Wednesday, December 31, 2014

The race relation legacy Obama dreads

The legacy Obama dreads

By Paul Mirengoffon Wed, 31 Dec 2014

(Paul Mirengoff) 

Like all presidents, and probably more than most, President Obama is concerned about his legacy. Obama devoutly hopes that the following sentence will not appear in history books: 

Although he was the first African-American elected president, race relations worsened during his time in office. 

It’s not that Obama hates the idea of race relations worsening during his time in office. The idea of “no justice, no peace” may well appeal to him. But Obama doesn’t want to be remembered as a Black president under whom race relations worsened. 

Accordingly, during an interview” with PBS, Obama stated that the nation is “probably in its day-to-day interactions less racially divided” than before. Race relations seem to have gotten worse not because they actually have, but because we’re talking about them more, Obama insisted. 

But how does Obama know that in “day-to-day transactions” the nation is less racially divided? From all that appears, the only day-to-day transactions Obama has with ordinary Americans are with his golf caddies. 

Al Sharpton is Obama’s go-to guy on race related issues. Does Sharpton agree that day-to-day race relations are getting better? And what day-to-day transactions does Sharpton have with ordinary white Americans, anyway? 

Obama “assured” NPR that the issue of mistrust between police and minority communities isn’t new. He claimed, though, that it hasn’t been widely discussed until now, and that the current discussion is “probably healthy.”

But the problem that has surfaced under Obama isn’t “discussion” of police-community relations. The problem is race rioting and violence against the police. 

The Ferguson rioting; the chants calling for “dead cops” now; the assassination and attempted assassination of police officers; the reluctance, or even the refusal, of the police to respond promptly to calls for help — these are phenomena we haven’t witnessed since the 1970s. 

These phenomena aren’t “discussions,”and they certainly aren’t “healthy.” They are evidence of a deterioration in race relations and signs of a breakdown in society. 

Obama has contributed to the deterioration and the breakdown. As I wrote here:

Obama and Holder look for occasions to pontificate in ways that undermine mutual trust and trust in institutions that maintain order. They seized, for example, on the unfortunate but justified killing of a thug who attacked a police officer in Missouri as the pretext for claims that law enforcement in this country is systematically unjust to African-Americans.

Shortly after this, they seized on what appears to have been an unjustified, but non-racially motivated, killing in Staten Island as the basis for pressing their divisive theme. . . .

[Their] statements were irresponsible because of their inherent tendency to destroy the balance that [Edmund] Burke described — the one that keeps the demons from overrunning our society. 

Obama is right to fear that history’s judgment in these regards. History tends to be written mostly by liberals. But even some liberal historians may feel, at a minimum, that America’s first African-American president shouldn’t have left race relations in worse shape than he found them.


What you need to do: Go through the listing below. Copy each line that has the string "energy".

Segment Open

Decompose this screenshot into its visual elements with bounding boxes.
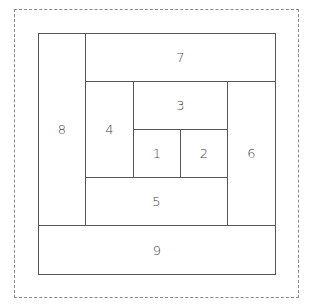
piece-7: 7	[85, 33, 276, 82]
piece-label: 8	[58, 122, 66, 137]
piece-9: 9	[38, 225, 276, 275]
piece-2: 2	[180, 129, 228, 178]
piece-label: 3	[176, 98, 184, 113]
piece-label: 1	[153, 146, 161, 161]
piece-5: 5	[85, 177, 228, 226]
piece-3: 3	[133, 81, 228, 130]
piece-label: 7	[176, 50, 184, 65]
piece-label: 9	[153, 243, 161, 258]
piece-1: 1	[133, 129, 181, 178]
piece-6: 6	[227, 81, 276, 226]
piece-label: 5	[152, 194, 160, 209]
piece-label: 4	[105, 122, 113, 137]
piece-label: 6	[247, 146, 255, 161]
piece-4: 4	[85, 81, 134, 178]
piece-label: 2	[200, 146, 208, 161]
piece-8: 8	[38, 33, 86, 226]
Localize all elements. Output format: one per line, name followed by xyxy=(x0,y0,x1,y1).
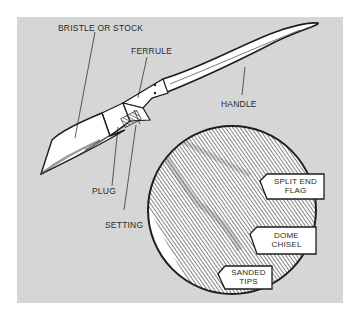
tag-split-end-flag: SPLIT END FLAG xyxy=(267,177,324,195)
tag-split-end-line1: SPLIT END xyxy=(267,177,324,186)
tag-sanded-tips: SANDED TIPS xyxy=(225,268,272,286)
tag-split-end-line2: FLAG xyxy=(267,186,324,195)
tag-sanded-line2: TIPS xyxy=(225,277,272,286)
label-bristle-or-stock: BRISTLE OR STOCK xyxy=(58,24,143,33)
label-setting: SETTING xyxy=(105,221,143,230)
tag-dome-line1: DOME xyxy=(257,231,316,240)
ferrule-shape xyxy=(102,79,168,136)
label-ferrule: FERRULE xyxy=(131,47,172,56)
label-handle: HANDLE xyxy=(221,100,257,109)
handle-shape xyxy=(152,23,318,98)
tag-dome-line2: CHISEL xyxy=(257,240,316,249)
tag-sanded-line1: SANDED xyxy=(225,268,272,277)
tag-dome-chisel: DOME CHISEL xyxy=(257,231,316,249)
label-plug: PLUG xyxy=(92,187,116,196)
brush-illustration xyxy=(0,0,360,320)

Segment Closed
Segment Open

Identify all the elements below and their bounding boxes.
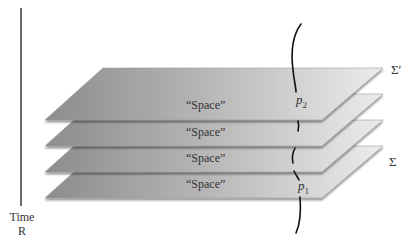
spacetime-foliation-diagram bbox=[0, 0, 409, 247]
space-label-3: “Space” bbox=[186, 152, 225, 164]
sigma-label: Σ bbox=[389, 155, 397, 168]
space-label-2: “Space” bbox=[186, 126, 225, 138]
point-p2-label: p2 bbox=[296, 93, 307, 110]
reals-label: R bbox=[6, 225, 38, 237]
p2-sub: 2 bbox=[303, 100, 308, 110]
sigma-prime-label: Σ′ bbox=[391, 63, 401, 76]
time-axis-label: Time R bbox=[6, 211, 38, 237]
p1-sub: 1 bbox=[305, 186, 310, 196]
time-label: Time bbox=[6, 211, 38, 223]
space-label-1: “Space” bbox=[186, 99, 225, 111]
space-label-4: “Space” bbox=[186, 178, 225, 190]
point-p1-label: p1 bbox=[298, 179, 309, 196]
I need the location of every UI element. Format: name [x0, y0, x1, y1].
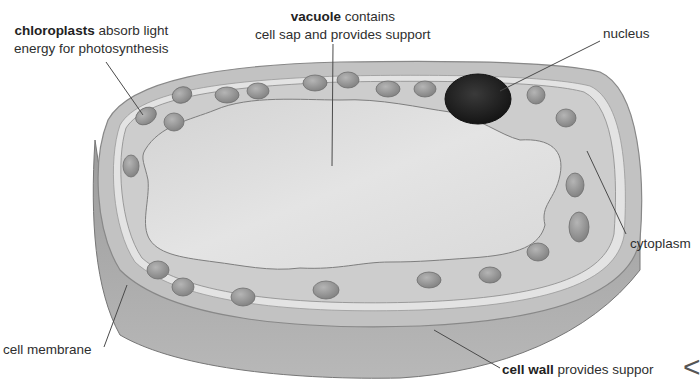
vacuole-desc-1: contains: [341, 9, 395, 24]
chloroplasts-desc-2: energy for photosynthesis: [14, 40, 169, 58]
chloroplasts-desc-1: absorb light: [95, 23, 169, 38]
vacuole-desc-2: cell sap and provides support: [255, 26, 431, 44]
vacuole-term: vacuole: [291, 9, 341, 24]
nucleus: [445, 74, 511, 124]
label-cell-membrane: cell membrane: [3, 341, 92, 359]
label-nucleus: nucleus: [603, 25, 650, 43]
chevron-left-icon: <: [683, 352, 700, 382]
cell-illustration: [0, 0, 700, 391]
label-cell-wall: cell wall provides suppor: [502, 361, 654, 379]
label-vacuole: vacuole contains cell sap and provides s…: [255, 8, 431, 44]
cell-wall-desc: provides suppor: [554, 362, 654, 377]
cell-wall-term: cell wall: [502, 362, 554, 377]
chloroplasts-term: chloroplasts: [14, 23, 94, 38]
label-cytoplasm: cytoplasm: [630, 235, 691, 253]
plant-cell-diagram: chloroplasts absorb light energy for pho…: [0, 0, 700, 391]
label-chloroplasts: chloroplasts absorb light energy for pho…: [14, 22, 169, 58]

Segment Closed
Segment Open

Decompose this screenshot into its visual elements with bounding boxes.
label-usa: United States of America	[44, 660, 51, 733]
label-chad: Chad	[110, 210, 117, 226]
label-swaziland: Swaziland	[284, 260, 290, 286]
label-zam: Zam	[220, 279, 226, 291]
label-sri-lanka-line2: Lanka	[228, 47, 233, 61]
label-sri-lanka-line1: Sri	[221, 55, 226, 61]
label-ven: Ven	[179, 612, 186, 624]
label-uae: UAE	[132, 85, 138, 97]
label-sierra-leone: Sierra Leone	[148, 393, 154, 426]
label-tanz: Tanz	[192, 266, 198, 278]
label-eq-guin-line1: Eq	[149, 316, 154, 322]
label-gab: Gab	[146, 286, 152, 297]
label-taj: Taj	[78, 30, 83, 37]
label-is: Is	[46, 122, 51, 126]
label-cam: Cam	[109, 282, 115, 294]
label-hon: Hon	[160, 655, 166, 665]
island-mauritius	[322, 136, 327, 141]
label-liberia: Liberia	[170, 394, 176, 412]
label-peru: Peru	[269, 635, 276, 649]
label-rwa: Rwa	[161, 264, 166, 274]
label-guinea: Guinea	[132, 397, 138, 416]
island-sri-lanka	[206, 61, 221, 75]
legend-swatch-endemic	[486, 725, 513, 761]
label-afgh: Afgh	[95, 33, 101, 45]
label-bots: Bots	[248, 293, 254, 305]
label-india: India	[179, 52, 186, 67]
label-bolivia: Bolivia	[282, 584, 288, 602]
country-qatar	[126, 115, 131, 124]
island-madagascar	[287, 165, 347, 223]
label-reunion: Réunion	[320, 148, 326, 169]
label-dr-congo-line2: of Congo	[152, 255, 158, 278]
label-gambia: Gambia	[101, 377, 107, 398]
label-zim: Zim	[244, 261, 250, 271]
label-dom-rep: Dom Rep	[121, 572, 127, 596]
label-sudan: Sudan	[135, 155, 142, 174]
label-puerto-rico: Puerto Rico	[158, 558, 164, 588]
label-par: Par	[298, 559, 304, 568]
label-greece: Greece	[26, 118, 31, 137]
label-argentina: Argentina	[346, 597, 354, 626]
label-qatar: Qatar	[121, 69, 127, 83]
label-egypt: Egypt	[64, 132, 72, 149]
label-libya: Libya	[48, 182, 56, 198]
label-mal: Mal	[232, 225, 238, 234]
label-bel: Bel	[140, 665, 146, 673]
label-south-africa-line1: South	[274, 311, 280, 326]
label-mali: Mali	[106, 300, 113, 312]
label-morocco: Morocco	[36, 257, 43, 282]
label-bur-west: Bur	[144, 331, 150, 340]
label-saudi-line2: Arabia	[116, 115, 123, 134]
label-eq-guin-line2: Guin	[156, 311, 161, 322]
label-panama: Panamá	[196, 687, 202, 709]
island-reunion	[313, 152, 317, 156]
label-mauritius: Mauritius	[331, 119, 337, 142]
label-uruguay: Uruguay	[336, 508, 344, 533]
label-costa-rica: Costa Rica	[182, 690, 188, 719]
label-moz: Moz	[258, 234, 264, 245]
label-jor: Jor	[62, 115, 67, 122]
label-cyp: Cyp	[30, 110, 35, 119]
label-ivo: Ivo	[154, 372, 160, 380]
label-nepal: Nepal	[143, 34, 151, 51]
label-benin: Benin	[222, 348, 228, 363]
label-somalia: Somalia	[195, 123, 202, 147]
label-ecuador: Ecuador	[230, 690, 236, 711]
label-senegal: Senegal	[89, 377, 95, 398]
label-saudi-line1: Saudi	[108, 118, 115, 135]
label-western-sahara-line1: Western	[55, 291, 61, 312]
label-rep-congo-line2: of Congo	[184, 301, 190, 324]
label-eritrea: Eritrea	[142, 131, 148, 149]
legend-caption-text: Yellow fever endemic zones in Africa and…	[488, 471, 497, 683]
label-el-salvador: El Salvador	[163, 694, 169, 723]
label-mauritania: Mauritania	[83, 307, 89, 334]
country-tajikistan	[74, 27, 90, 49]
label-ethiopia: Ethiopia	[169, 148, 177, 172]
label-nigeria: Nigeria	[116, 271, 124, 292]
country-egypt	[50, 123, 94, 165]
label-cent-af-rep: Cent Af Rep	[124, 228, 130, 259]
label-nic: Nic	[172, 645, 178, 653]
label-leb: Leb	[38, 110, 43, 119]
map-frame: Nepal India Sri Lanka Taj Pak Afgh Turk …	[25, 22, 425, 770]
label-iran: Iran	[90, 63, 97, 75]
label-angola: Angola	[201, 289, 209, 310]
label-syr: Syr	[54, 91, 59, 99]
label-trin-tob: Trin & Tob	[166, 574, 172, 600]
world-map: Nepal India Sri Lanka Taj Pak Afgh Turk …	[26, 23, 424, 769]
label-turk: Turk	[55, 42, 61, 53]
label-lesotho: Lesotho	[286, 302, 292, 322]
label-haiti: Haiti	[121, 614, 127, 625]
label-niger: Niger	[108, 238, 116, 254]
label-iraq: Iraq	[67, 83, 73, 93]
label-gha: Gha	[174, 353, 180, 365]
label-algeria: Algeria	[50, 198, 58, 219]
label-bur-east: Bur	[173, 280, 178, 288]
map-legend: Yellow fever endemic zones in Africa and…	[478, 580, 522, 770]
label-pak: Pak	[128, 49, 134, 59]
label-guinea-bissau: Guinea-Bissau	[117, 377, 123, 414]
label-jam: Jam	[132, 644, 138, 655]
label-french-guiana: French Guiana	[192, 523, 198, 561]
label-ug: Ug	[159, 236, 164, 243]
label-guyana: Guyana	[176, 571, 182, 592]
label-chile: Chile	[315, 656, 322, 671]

Segment Closed

Expected answer:
chloroplasts-desc-2: energy for photosynthesis: [14, 40, 169, 58]
plant-cell-diagram: chloroplasts absorb light energy for pho…: [0, 0, 700, 391]
label-chloroplasts: chloroplasts absorb light energy for pho…: [14, 22, 169, 58]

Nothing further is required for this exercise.